ICSI Speech FAQ:
6.3 How are neural nets trained?

Answer by: dpwe - 2000-08-06


About neural net training

Neural nets, such as the single-hidden-layer MLPs typically used at ICSI, are extremely versatile classifiers (or function approximators, or various other things). The trick, however, is in finding the correct settings, in the vast parameter space, to achieve the desired input/output transformation (our largeset nets have millions of weights). This is achieved by 'training' the network weights with a large training set of example input/output pairs, with the goal of having the neural net somehow generalize across these relationships in its internal representations, so that previously unseen inputs will result in an appropriate output.

A good training procedure is the key to making the nets a useful tool. Over the years that we have been using nets at ICSI, we have settled on a pretty robust and efficient training procedure, although it took some time to reach this spot (and there are no guarantees of optimality; indeed, you can usually get marginally better performance by forcing the training to run a little longer than normal).

Most neural net training procedures are based on the original 'back-propagation algorithm' from the 1960s, in which the partial derivative of an error measure with respect to each weight in the network is used to shift that weight a little bit in the other direction (i.e. to reduce the error). The size of this step is governed by a parameter called the learning rate, which is a compromise between speed of learning and precision of result.

The training performed by qnstrn

The procedure employed by qnstrn makes multiple passes through the entire set of training patterns; each pass is called an epoch. After each epoch, the performance of the net is measured directly with a small set of training patterns, called the cross validation (CV) set held out from the main training. The cross-validation frame accuracy (CVFA) is the proportion of patterns in this set for which the net output unit with the greatest activation matches the designated target output.

The specific algorithm that qnstrn uses by default, known locally as "newbob", is to start with a reasonably fast learning rate of 0.008, and to repeat epochs until the CVFA increases by less than 0.5% over the previous epcoh. After that, the learning rate is halved before each epoch to home-in with increasing precision on the local optimum. Initially, reducing the learning rate leads to a big boost in CVFA, but eventually the learning rate becomes so small that the improvements are minimal. Training ceases after an epoch in which the CVFA again improves by less than 0.5%

One advantage of this kind of adaptive training scheme like based on cross-validation is that it provides some protection against over-training. If a very large net was being trained on a relatively small training set, it could in theory learn each of the specific examples in the training set and become perfectly accurate. However, it would not have learned to 'generalize' the problem, and might not behave predictably on unseen patterns. The correct approach is to use a more appropriate ratio of training data to network weights. However, because the cross-validation would not be improved as the network began to overlearn the specific training patterns, our training procedure will tend to stop training before overlearning can occur.

Apart from learning rate control, qnstrn includes options to control the output nonlinearity / error criterion type, the training pattern bunch size, and the arithmetic implementation used. The default output nonlinearity of softmax ensures that the activations sum to 1 (like true posteriors) and is computationally well-matched to the minimum cross-entropy error criterion it implies. Alternatives include sigmoidx (cross-entropy with an conventional sigmoid nonlinearity), sigmoid with a mean-squared error criterion, and linear output units, also with a MSE criterion.

Bunch-mode training accumulates the error for a number of patterns before back-propagating to update the weights. This can offer considerable speed-ups at a small cost in final net precision. We typically use a bunch of 16 and see a small but insignificant degradation in error rate for a factor of 2 or more speedup.

One of the great achievements of the QuickNet software was that it provided a seamless, unified interface to net training that could run either in a floating point or a fixed point implementations. Fixed point is less accurate and more temperamental, and indeed rather slow on a conventional CPU, but it can be very fast when properly vectorized on the 8-way parralel integer ALU of the custom Torrent T0 vector microprocessor of our spert boards. qnstrn still runs significantly faster on the sperts than on conventional processors, but it runs almost identically (modulo arithmetic differences) on them both, compiled from the same code base.

How to actually get started training a net

For the practical problem of training a network, you need some features and some targets for your training corpus. Then it is simply a matter of running qnstrn according to the specifications in its man page. You can run it either on your host CPU, or, where available, on a SPERT board.

The most practical way to figure out how to train a net is probably to copy an existing script. Because qnstrn needs a lot of options, it is almost always invoked via a little shell script, and you will find a lot of these scripts around. Several of the /u/drspeech/data trees contain an experiments/ subdirectory containing the files associated with various trainings and testings etc. An experiment directory called trainXX/ might contain a shell script called train.sh (or maybe swbt.run, in honor of the predecessor to qnstrn which was called swbtrn because it was developed specially for Switchboard) showing all the options used to train the net in the directory. This, in conjunction with the man page, should be all you need (I hope).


> EXERCISE OBJECTIVE
Report every line in the listing below where the string "lower" shows up.

> ENTRIES SUPPLIED

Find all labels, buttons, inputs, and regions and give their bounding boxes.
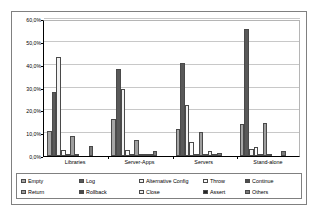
legend-item[interactable]: Close bbox=[139, 189, 160, 195]
y-tick-label: 10,0% bbox=[14, 132, 41, 137]
bar[interactable] bbox=[267, 154, 272, 156]
legend-swatch-icon bbox=[203, 179, 208, 184]
legend-swatch-icon bbox=[21, 179, 26, 184]
bar[interactable] bbox=[199, 132, 204, 156]
legend-label: Empty bbox=[28, 178, 43, 184]
legend-swatch-icon bbox=[139, 190, 144, 195]
x-axis: LibrariesServer-AppsServersStand-alone bbox=[43, 159, 300, 169]
legend-label: Continue bbox=[252, 178, 274, 184]
legend-swatch-icon bbox=[79, 179, 84, 184]
legend-item[interactable]: Empty bbox=[21, 178, 43, 184]
legend-label: Others bbox=[252, 189, 268, 195]
legend-swatch-icon bbox=[245, 179, 250, 184]
legend-item[interactable]: Alternative Config bbox=[139, 178, 189, 184]
legend-item[interactable]: Rollback bbox=[79, 189, 107, 195]
y-tick-label: 20,0% bbox=[14, 109, 41, 114]
x-tick-label: Stand-alone bbox=[253, 159, 282, 165]
bar[interactable] bbox=[244, 29, 249, 156]
bar-group bbox=[237, 20, 301, 156]
bar-group bbox=[108, 20, 172, 156]
y-tick-mark bbox=[41, 157, 43, 158]
legend-label: Close bbox=[146, 189, 160, 195]
legend-item[interactable]: Assert bbox=[203, 189, 225, 195]
chart-frame: 0,0%10,0%20,0%30,0%40,0%50,0%60,0% Libra… bbox=[11, 11, 307, 205]
bar[interactable] bbox=[89, 146, 94, 156]
x-tick-label: Servers bbox=[194, 159, 213, 165]
y-tick-label: 40,0% bbox=[14, 63, 41, 68]
legend-item[interactable]: Continue bbox=[245, 178, 274, 184]
legend-label: Alternative Config bbox=[146, 178, 189, 184]
bar[interactable] bbox=[121, 89, 126, 156]
legend-swatch-icon bbox=[79, 190, 84, 195]
bar[interactable] bbox=[70, 136, 75, 156]
y-axis: 0,0%10,0%20,0%30,0%40,0%50,0%60,0% bbox=[14, 12, 41, 167]
legend-label: Assert bbox=[210, 189, 225, 195]
bar[interactable] bbox=[56, 57, 61, 156]
y-tick-label: 0,0% bbox=[14, 155, 41, 160]
legend-label: Rollback bbox=[86, 189, 107, 195]
bar[interactable] bbox=[75, 154, 80, 156]
plot-area bbox=[43, 20, 300, 157]
bar[interactable] bbox=[217, 153, 222, 156]
y-tick-label: 30,0% bbox=[14, 86, 41, 91]
y-tick-label: 60,0% bbox=[14, 18, 41, 23]
bar-group bbox=[44, 20, 108, 156]
legend-item[interactable]: Throw bbox=[203, 178, 225, 184]
y-tick-label: 50,0% bbox=[14, 40, 41, 45]
chart-legend: EmptyLogAlternative ConfigThrowContinueR… bbox=[16, 173, 302, 199]
plot-region: 0,0%10,0%20,0%30,0%40,0%50,0%60,0% Libra… bbox=[12, 12, 308, 167]
bar[interactable] bbox=[263, 123, 268, 156]
bar-group bbox=[173, 20, 237, 156]
legend-item[interactable]: Log bbox=[79, 178, 95, 184]
legend-swatch-icon bbox=[245, 190, 250, 195]
bar[interactable] bbox=[153, 151, 158, 156]
legend-swatch-icon bbox=[139, 179, 144, 184]
gridline bbox=[44, 18, 300, 19]
bar[interactable] bbox=[281, 151, 286, 156]
legend-label: Return bbox=[28, 189, 44, 195]
bars-layer bbox=[44, 20, 300, 156]
legend-item[interactable]: Others bbox=[245, 189, 268, 195]
legend-label: Throw bbox=[210, 178, 225, 184]
legend-item[interactable]: Return bbox=[21, 189, 44, 195]
legend-swatch-icon bbox=[203, 190, 208, 195]
legend-label: Log bbox=[86, 178, 95, 184]
legend-swatch-icon bbox=[21, 190, 26, 195]
x-tick-label: Libraries bbox=[65, 159, 86, 165]
x-tick-label: Server-Apps bbox=[124, 159, 154, 165]
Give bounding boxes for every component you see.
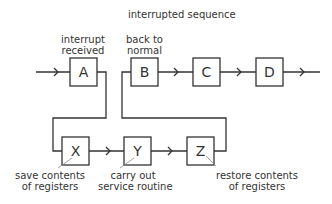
label-line: interrupt: [58, 34, 108, 45]
box-y: Y: [124, 137, 151, 165]
label-save-contents: save contents of registers: [10, 170, 90, 192]
label-restore-contents: restore contents of registers: [214, 170, 300, 192]
label-back-to-normal: back to normal: [122, 34, 167, 56]
label-line: of registers: [214, 181, 300, 192]
box-z: Z: [187, 137, 214, 165]
label-line: service routine: [98, 181, 168, 192]
box-c: C: [193, 58, 220, 86]
box-d: D: [256, 58, 283, 86]
box-a: A: [70, 58, 97, 86]
label-line: normal: [122, 45, 167, 56]
label-interrupt-received: interrupt received: [58, 34, 108, 56]
label-line: restore contents: [214, 170, 300, 181]
diagram-title: interrupted sequence: [128, 9, 236, 20]
label-line: carry out: [98, 170, 168, 181]
box-b: B: [131, 58, 158, 86]
box-x: X: [62, 137, 89, 165]
label-line: back to: [122, 34, 167, 45]
label-line: of registers: [10, 181, 90, 192]
label-carry-out: carry out service routine: [98, 170, 168, 192]
label-line: received: [58, 45, 108, 56]
label-line: save contents: [10, 170, 90, 181]
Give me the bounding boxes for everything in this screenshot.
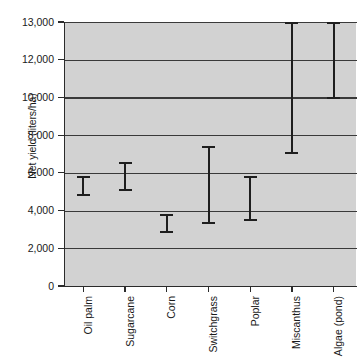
x-tick-label-poplar: Poplar — [249, 296, 260, 326]
errorbar-oil-palm — [73, 176, 93, 197]
x-tick-poplar — [250, 286, 251, 292]
x-tick-switchgrass — [208, 286, 209, 292]
y-tick-label-13000: 13,000 — [0, 17, 54, 27]
y-tick-label-10000: 10,000 — [0, 92, 54, 102]
x-tick-label-corn: Corn — [166, 296, 177, 319]
errorbar-stem — [124, 162, 126, 190]
y-tick-label-0: 0 — [0, 281, 54, 291]
chart-root: Net yield (liters/ha) 02,0004,0006,0008,… — [0, 0, 360, 364]
errorbar-cap-upper — [160, 214, 173, 216]
y-tick-label-2000: 2,000 — [0, 243, 54, 253]
errorbar-cap-upper — [77, 176, 90, 178]
errorbar-sugarcane — [115, 162, 135, 190]
y-tick-10000 — [58, 97, 64, 98]
x-axis-line — [64, 286, 357, 287]
errorbar-cap-lower — [327, 97, 340, 99]
errorbar-cap-upper — [202, 146, 215, 148]
gridline-12000 — [65, 60, 357, 61]
y-tick-4000 — [58, 210, 64, 211]
y-tick-label-4000: 4,000 — [0, 205, 54, 215]
errorbar-cap-lower — [119, 189, 132, 191]
errorbar-stem — [82, 176, 84, 197]
errorbar-cap-lower — [160, 231, 173, 233]
errorbar-cap-upper — [327, 22, 340, 24]
errorbar-cap-upper — [244, 176, 257, 178]
errorbar-cap-lower — [285, 152, 298, 154]
y-tick-label-12000: 12,000 — [0, 54, 54, 64]
gridline-2000 — [65, 248, 357, 249]
gridline-8000 — [65, 135, 357, 136]
x-tick-label-oil-palm: Oil palm — [82, 296, 93, 335]
errorbar-stem — [291, 22, 293, 154]
gridline-10000 — [65, 97, 357, 98]
errorbar-stem — [333, 22, 335, 99]
y-tick-label-8000: 8,000 — [0, 130, 54, 140]
x-tick-oil-palm — [83, 286, 84, 292]
errorbar-switchgrass — [199, 146, 219, 223]
x-tick-label-miscanthus: Miscanthus — [291, 296, 302, 349]
errorbar-algae-pond — [324, 22, 344, 99]
y-tick-2000 — [58, 248, 64, 249]
y-tick-label-6000: 6,000 — [0, 167, 54, 177]
errorbar-corn — [157, 214, 177, 233]
x-tick-label-algae-pond: Algae (pond) — [333, 296, 344, 356]
errorbar-miscanthus — [282, 22, 302, 154]
errorbar-cap-lower — [77, 194, 90, 196]
y-tick-13000 — [58, 21, 64, 22]
x-tick-label-switchgrass: Switchgrass — [208, 296, 219, 353]
errorbar-stem — [249, 176, 251, 221]
x-tick-label-sugarcane: Sugarcane — [124, 296, 135, 347]
x-tick-sugarcane — [124, 286, 125, 292]
errorbar-cap-lower — [244, 219, 257, 221]
y-tick-12000 — [58, 59, 64, 60]
errorbar-stem — [208, 146, 210, 223]
errorbar-cap-lower — [202, 222, 215, 224]
gridline-13000 — [65, 22, 357, 23]
y-tick-0 — [58, 285, 64, 286]
y-tick-8000 — [58, 135, 64, 136]
x-tick-corn — [166, 286, 167, 292]
y-tick-6000 — [58, 172, 64, 173]
errorbar-cap-upper — [285, 22, 298, 24]
errorbar-cap-upper — [119, 162, 132, 164]
x-tick-miscanthus — [291, 286, 292, 292]
x-tick-algae-pond — [333, 286, 334, 292]
errorbar-poplar — [240, 176, 260, 221]
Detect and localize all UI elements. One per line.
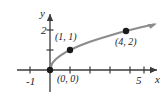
point-label-4-2: (4, 2) xyxy=(115,37,137,47)
x-axis-label: x xyxy=(155,74,160,85)
point-marker-1-1 xyxy=(67,47,73,53)
y-axis-label: y xyxy=(40,8,45,19)
y-axis-arrowhead xyxy=(47,14,53,21)
point-marker-4-2 xyxy=(123,28,129,34)
x-tick-label-neg1: -1 xyxy=(26,76,35,87)
x-tick-label-5: 5 xyxy=(136,75,142,86)
y-tick-label-2: 2 xyxy=(41,25,47,36)
graph-figure: y x 2 -1 5 (1, 1) (0, 0) (4, 2) xyxy=(0,0,167,98)
curve-arrowhead xyxy=(148,24,158,29)
point-marker-0-0 xyxy=(47,67,53,73)
point-label-1-1: (1, 1) xyxy=(55,32,77,42)
point-label-0-0: (0, 0) xyxy=(57,74,79,84)
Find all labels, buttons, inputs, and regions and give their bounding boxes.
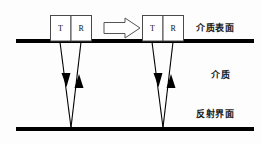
reflector-interface-label: 反射界面 (196, 110, 234, 119)
probe-right-transmitter-label: T (150, 25, 155, 33)
ray-right-up-arrowhead-icon (167, 74, 176, 88)
probe-right-receiver-label: R (171, 25, 176, 33)
probe-left-receiver-label: R (79, 25, 84, 33)
ray-left-downgoing-line (60, 42, 71, 128)
medium-region-label: 介质 (211, 71, 230, 80)
ray-path-group-left (60, 42, 84, 128)
ray-right-downgoing-line (152, 42, 163, 128)
probe-left[interactable] (51, 16, 92, 42)
medium-surface-label: 介质表面 (196, 24, 234, 33)
ray-left-down-arrowhead-icon (62, 73, 71, 87)
probe-left-transmitter-label: T (58, 25, 63, 33)
probe-right[interactable] (143, 16, 184, 42)
ray-left-up-arrowhead-icon (75, 74, 84, 88)
ray-right-down-arrowhead-icon (154, 73, 163, 87)
ultrasonic-reflection-diagram: T R T R 介质表面 介质 反射界面 (0, 0, 261, 144)
move-right-arrow-icon (104, 18, 140, 38)
ray-path-group-right (152, 42, 176, 128)
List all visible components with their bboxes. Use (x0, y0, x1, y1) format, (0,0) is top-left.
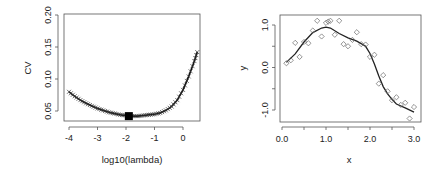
cv-y-tick-label: 0.15 (43, 38, 53, 56)
fit-x-tick-label: 2.0 (364, 134, 377, 144)
cv-plot-panel: -4-3-2-10 0.050.100.150.20 log10(lambda)… (22, 6, 200, 165)
cv-x-tick-label: -3 (93, 133, 101, 143)
fit-observation-points (284, 18, 417, 121)
fit-x-tick-label: 1.0 (320, 134, 333, 144)
fit-y-tick-label: 0.0 (260, 61, 270, 74)
cv-x-tick-label: -4 (65, 133, 73, 143)
fit-x-tick-label: 3.0 (408, 134, 421, 144)
fit-plot-panel: 0.01.02.03.0 -1.00.01.0 x y (237, 15, 421, 165)
fit-x-axis: 0.01.02.03.0 (276, 127, 421, 144)
cv-x-tick-label: 0 (180, 133, 185, 143)
fit-y-axis: -1.00.01.0 (260, 19, 275, 118)
fit-y-axis-label: y (237, 65, 248, 70)
fit-x-axis-label: x (347, 154, 352, 165)
fit-y-tick-label: -1.0 (260, 102, 270, 118)
cv-y-axis: 0.050.100.150.20 (43, 6, 58, 120)
fit-x-tick-label: 0.0 (276, 134, 289, 144)
cv-x-axis: -4-3-2-10 (65, 127, 186, 143)
fit-y-tick-label: 1.0 (260, 19, 270, 32)
cv-x-tick-label: -1 (150, 133, 158, 143)
chart-figure: -4-3-2-10 0.050.100.150.20 log10(lambda)… (0, 0, 442, 175)
cv-y-tick-label: 0.20 (43, 6, 53, 24)
cv-y-axis-label: CV (22, 61, 33, 75)
cv-minimum-marker (125, 112, 133, 120)
cv-y-tick-label: 0.05 (43, 102, 53, 120)
cv-x-axis-label: log10(lambda) (102, 154, 163, 165)
cv-y-tick-label: 0.10 (43, 70, 53, 88)
cv-x-markers (67, 50, 199, 118)
cv-x-tick-label: -2 (122, 133, 130, 143)
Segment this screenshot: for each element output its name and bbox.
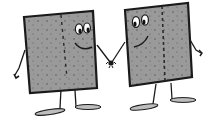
left-character-outer-hand — [14, 74, 19, 78]
right-character-pupil-left — [133, 21, 136, 26]
held-hands — [106, 60, 116, 68]
right-character-foot-left — [130, 102, 158, 111]
left-character-leg-right — [75, 90, 76, 107]
left-character-foot-right — [75, 105, 101, 110]
right-character-leg-left — [153, 84, 156, 104]
right-character-body — [125, 3, 192, 86]
left-character-inner-arm — [97, 45, 110, 62]
left-character-outer-arm — [15, 50, 25, 75]
right-character-pupil-right — [143, 20, 146, 25]
left-character-foot-left — [35, 107, 65, 116]
right-character-foot-right — [170, 98, 196, 103]
left-character-pupil-right — [87, 28, 90, 33]
left-character — [14, 11, 110, 117]
right-character — [112, 3, 202, 112]
illustration-canvas — [0, 0, 218, 124]
left-character-pupil-left — [78, 29, 81, 34]
right-character-leg-right — [171, 83, 172, 99]
right-character-inner-arm — [112, 42, 125, 62]
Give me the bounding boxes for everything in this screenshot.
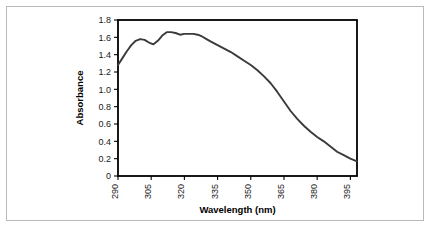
x-axis-title: Wavelength (nm): [199, 204, 275, 215]
chart-root: 00.20.40.60.81.01.21.41.61.8290305320335…: [0, 0, 438, 235]
y-tick-label: 0: [106, 171, 111, 181]
data-series-line: [118, 32, 357, 161]
x-tick-label: 395: [342, 184, 352, 199]
x-tick-label: 290: [110, 184, 120, 199]
y-tick-label: 1.2: [98, 67, 111, 77]
y-tick-label: 0.2: [98, 154, 111, 164]
y-tick-label: 0.4: [98, 137, 111, 147]
x-tick-label: 320: [176, 184, 186, 199]
x-tick-label: 380: [309, 184, 319, 199]
y-tick-label: 1.0: [98, 85, 111, 95]
y-tick-label: 1.6: [98, 33, 111, 43]
absorbance-spectrum-chart: 00.20.40.60.81.01.21.41.61.8290305320335…: [0, 0, 438, 235]
y-tick-label: 0.6: [98, 119, 111, 129]
y-axis-title: Absorbance: [74, 71, 85, 126]
x-tick-label: 305: [143, 184, 153, 199]
y-tick-label: 1.8: [98, 15, 111, 25]
x-tick-label: 350: [243, 184, 253, 199]
x-tick-label: 335: [210, 184, 220, 199]
x-tick-label: 365: [276, 184, 286, 199]
y-tick-label: 0.8: [98, 102, 111, 112]
y-tick-label: 1.4: [98, 50, 111, 60]
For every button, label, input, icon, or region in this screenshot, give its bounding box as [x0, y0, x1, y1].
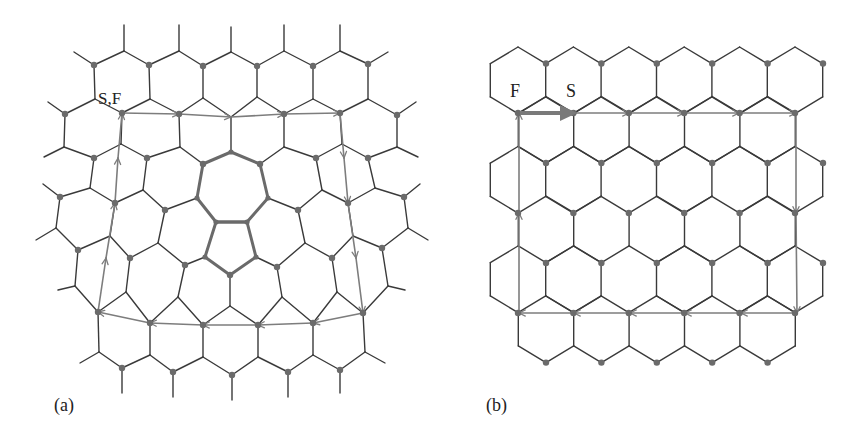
start-label: S	[566, 81, 576, 101]
figure-canvas: S,F (a) F S (b)	[0, 0, 866, 435]
panel-a-atom-nodes	[57, 61, 407, 378]
panel-b-lattice-edges	[490, 47, 822, 363]
panel-a-caption: (a)	[54, 395, 74, 416]
panel-b-burgers-circuit	[516, 110, 800, 316]
panel-a-defect-lattice: S,F (a)	[36, 25, 428, 416]
panel-b-caption: (b)	[486, 395, 507, 416]
start-finish-label: S,F	[98, 89, 121, 108]
panel-b-perfect-lattice: F S (b)	[486, 47, 826, 416]
finish-label: F	[510, 81, 520, 101]
panel-a-lattice-edges	[36, 25, 428, 400]
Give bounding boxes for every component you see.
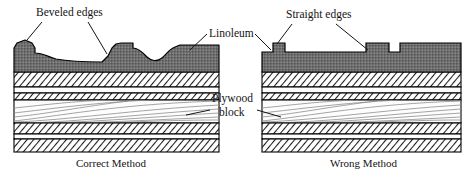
layer-thin-white-ply — [14, 87, 219, 93]
layer-backing-veneer — [14, 139, 219, 152]
layer-adhesive-veneer — [14, 72, 219, 87]
leader-line-beveled-left — [27, 22, 42, 40]
label-plywood-line2: block — [219, 106, 245, 118]
leader-line-beveled-right — [88, 22, 107, 54]
layer-thin-white-ply-2 — [262, 134, 461, 139]
leader-line-straight-right — [336, 24, 368, 50]
leader-line-linoleum-right — [255, 34, 271, 50]
label-linoleum: Linoleum — [209, 27, 254, 39]
caption-wrong-method: Wrong Method — [330, 157, 397, 169]
layer-cross-band — [14, 93, 219, 100]
panel-wrong-method — [262, 43, 461, 152]
label-plywood-line1: Plywood — [212, 92, 253, 104]
layer-cross-band — [262, 93, 461, 100]
plywood-stack-left — [14, 72, 219, 152]
linoleum-sheet-correct — [14, 40, 219, 72]
layer-backing-veneer — [262, 139, 461, 152]
linoleum-plywood-cross-section-figure: Beveled edges Straight edges Linoleum Pl… — [0, 0, 471, 183]
leader-line-straight-left — [277, 24, 292, 44]
layer-thin-white-ply — [262, 87, 461, 93]
linoleum-sheet-wrong — [262, 43, 461, 72]
plywood-stack-right — [262, 72, 461, 152]
label-straight-edges: Straight edges — [286, 8, 351, 20]
panel-correct-method — [14, 40, 219, 152]
layer-cross-band-2 — [14, 123, 219, 134]
label-beveled-edges: Beveled edges — [36, 6, 103, 18]
layer-thin-white-ply-2 — [14, 134, 219, 139]
layer-cross-band-2 — [262, 123, 461, 134]
layer-adhesive-veneer — [262, 72, 461, 87]
caption-correct-method: Correct Method — [76, 157, 146, 169]
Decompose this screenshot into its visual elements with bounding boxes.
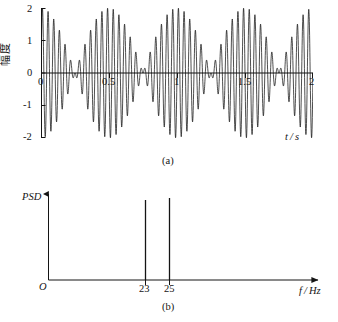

> YOUR SOLUTION
errorbar-cap-lower — [327, 97, 340, 99]
errorbar-cap-lower — [119, 189, 132, 191]
errorbar-cap-lower — [160, 231, 173, 233]
errorbar-cap-lower — [285, 152, 298, 154]
errorbar-cap-lower — [77, 194, 90, 196]
errorbar-cap-lower — [244, 219, 257, 221]
errorbar-cap-lower — [202, 222, 215, 224]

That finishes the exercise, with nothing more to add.